Elite Squad (2007)
6/10
Michael Bay's "Full Metal Jacket"
9 March 2011
When rating or reviewing an American movie, the process is simple: Decide how much you liked the movie in a scale of 1 to 10. Usually this pertains to how much you enjoyed the story, or the style of filmmaking, or the actors. Most American movies are made for mass consumption.

On these terms, "Elite Squad" succeeds because it's a well-told, fast-paced story, told with the simplistic, high-on-adrenaline documentary style of filmmaking. There are a few good shots, but mostly the director just cares about getting in the face of the viewer, and quickening their pulse. For the most part, he succeeds.
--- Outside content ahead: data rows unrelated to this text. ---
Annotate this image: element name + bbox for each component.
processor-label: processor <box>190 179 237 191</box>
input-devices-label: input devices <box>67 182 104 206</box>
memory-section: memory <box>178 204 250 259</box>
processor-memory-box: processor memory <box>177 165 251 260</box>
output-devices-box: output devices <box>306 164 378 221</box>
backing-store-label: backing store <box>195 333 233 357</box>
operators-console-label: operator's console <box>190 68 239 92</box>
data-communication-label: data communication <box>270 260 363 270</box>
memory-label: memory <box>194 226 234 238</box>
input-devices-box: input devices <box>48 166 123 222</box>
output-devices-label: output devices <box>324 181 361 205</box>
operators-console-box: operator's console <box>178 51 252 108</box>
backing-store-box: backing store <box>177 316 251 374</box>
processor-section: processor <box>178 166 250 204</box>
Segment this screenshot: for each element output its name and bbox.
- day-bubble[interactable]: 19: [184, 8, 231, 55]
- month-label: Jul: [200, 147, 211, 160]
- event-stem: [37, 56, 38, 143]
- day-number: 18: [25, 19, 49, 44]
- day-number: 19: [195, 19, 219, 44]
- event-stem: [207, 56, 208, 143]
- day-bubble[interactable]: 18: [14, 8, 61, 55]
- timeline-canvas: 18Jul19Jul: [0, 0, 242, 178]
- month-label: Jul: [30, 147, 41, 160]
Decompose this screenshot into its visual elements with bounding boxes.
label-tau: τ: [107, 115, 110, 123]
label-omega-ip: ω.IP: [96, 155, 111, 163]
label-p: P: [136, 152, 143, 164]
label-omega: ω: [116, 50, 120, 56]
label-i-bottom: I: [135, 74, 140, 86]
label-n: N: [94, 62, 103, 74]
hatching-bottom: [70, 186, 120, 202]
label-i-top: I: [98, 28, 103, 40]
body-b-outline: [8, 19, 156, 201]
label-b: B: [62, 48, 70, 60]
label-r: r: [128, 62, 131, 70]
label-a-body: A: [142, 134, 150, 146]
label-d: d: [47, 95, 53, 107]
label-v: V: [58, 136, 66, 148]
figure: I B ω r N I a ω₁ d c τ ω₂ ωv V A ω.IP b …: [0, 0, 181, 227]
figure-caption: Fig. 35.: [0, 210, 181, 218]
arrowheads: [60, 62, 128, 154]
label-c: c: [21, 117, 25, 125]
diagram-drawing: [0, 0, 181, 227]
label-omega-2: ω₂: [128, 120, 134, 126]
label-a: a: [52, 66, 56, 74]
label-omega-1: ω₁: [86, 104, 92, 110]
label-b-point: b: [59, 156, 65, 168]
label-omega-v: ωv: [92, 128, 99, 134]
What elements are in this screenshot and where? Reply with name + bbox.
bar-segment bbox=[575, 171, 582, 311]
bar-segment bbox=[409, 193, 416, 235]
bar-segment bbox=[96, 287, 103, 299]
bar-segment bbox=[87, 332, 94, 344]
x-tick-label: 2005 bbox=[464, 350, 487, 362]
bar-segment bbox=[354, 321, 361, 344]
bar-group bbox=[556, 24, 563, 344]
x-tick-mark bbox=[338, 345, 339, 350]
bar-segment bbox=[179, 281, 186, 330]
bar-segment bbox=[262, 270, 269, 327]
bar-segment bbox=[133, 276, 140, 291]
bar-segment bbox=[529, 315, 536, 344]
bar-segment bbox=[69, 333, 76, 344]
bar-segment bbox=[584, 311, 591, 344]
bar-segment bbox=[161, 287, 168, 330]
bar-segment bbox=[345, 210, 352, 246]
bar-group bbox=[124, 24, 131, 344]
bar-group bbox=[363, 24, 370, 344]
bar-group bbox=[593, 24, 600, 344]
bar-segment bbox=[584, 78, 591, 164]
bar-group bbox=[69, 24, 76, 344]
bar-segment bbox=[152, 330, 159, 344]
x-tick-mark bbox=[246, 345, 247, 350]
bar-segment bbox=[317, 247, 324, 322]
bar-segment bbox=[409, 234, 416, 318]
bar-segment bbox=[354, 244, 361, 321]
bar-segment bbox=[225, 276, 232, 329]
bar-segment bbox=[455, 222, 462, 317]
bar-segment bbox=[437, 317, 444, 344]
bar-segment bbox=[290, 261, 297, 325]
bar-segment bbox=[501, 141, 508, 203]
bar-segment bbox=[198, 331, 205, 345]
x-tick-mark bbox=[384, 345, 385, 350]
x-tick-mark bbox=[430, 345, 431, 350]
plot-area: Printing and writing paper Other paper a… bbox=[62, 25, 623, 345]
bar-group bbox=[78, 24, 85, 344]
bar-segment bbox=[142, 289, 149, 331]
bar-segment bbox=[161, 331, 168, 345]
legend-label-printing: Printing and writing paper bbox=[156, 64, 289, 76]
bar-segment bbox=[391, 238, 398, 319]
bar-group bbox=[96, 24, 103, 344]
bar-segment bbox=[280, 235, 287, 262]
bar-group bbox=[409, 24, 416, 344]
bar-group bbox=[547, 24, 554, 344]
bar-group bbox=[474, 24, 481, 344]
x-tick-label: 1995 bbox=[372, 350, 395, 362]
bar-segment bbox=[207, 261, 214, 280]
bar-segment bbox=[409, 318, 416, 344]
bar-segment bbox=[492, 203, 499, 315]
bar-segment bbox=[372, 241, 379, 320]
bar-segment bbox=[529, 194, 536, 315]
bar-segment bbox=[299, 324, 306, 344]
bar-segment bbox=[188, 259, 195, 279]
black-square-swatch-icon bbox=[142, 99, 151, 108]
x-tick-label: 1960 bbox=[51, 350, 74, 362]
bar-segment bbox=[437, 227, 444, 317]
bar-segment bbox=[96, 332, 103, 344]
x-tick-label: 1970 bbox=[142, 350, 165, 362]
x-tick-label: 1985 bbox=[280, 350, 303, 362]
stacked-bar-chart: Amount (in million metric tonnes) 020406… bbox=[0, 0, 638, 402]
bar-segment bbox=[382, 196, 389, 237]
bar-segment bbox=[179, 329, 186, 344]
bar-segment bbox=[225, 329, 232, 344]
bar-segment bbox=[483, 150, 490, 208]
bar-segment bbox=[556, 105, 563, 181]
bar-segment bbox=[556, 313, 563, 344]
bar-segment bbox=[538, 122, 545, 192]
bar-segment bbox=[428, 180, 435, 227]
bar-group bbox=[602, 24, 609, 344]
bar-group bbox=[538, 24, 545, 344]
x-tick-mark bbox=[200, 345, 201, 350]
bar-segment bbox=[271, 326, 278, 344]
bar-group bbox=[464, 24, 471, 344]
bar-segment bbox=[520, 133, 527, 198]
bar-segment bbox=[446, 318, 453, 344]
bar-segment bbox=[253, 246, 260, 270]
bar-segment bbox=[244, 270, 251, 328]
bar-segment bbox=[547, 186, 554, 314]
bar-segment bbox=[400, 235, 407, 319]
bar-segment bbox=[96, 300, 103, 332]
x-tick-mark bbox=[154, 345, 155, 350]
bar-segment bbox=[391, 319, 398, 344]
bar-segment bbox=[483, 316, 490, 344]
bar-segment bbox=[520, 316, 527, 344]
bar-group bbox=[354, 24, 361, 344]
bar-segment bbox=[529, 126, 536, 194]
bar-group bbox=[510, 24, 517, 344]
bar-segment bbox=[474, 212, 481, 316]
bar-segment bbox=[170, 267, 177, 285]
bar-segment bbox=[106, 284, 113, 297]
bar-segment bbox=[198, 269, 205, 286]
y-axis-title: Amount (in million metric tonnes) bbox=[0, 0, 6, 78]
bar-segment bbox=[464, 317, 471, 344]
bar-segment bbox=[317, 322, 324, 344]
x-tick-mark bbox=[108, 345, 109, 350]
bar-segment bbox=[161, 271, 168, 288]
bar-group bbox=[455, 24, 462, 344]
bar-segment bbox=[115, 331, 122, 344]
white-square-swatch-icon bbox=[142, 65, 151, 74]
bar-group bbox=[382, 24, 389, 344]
But, this being Brazil, we must also look at the movie from another perspective: What is it trying to say? For certain, you can just ignore the politics of the film and focus on the gun battles, but there are long scenes of cops with their wives and girlfriends, or going through training, which for the "Squad" of the title, is really more like boot-camp.

I don't live in Brazil, I have never been to Brazil, but from my perspective the politics behind the film are shockingly naive. The characters claim to be fighting this great evil, slowly caving under the pressure of being the best cops in their nation, surrounded by corruption and dishonesty on all sides. And at the same time, they routinely lump in hard drug users, pimps, pot-smokers, and abortionists in the exact same category, while ignoring blackmail, bribery, and having beers after work. The film is not trying to say something about these cops-- it agrees with them, the protagonist spending the entire film training possible replacements, speaking passionately about the top two candidates via voice-over narration, as he hopes and prays the new squad leader will run the squad in exactly the same way as it was before.

If Brazil is this conservative from top to bottom, no wonder it's falling apart. "City of God" made us look at the favelas, the type of life their residents live in every day, and how hard it is to escape. It made us feel, and made us sympathize. In "Elite Squad," there is not a single redeeming character, and every male in it destroys countless others for his own selfish needs... while each and every woman and child is just there to get in the way, or else serve as punching bags.

The criminals are psychotic, the cops equally so, with innocent bystanders caught up either in the middle, or ignoring things from the sidelines. If director Jose Padilha is trying to tell us anything, it's "Brazil is an awful place, populated by awful people." I'm sure that's not true. But as long as the body count keeps stacking up, why would the audience care?

Filmmaking: 8/10 (its current IMDb average). Politically, 4/10. Bill O'Reilly would love this movie, because its message is even more idiotic than any movie Michael Bay ever made: "If we can only arrest or kill every pimp, every pot-smoker, every prostitute and every person who has an abortion, the country will be great again." Not only is that an impossible goal, it's the statement of an insane person. Compared to this, "Transformers" is positively intellectual.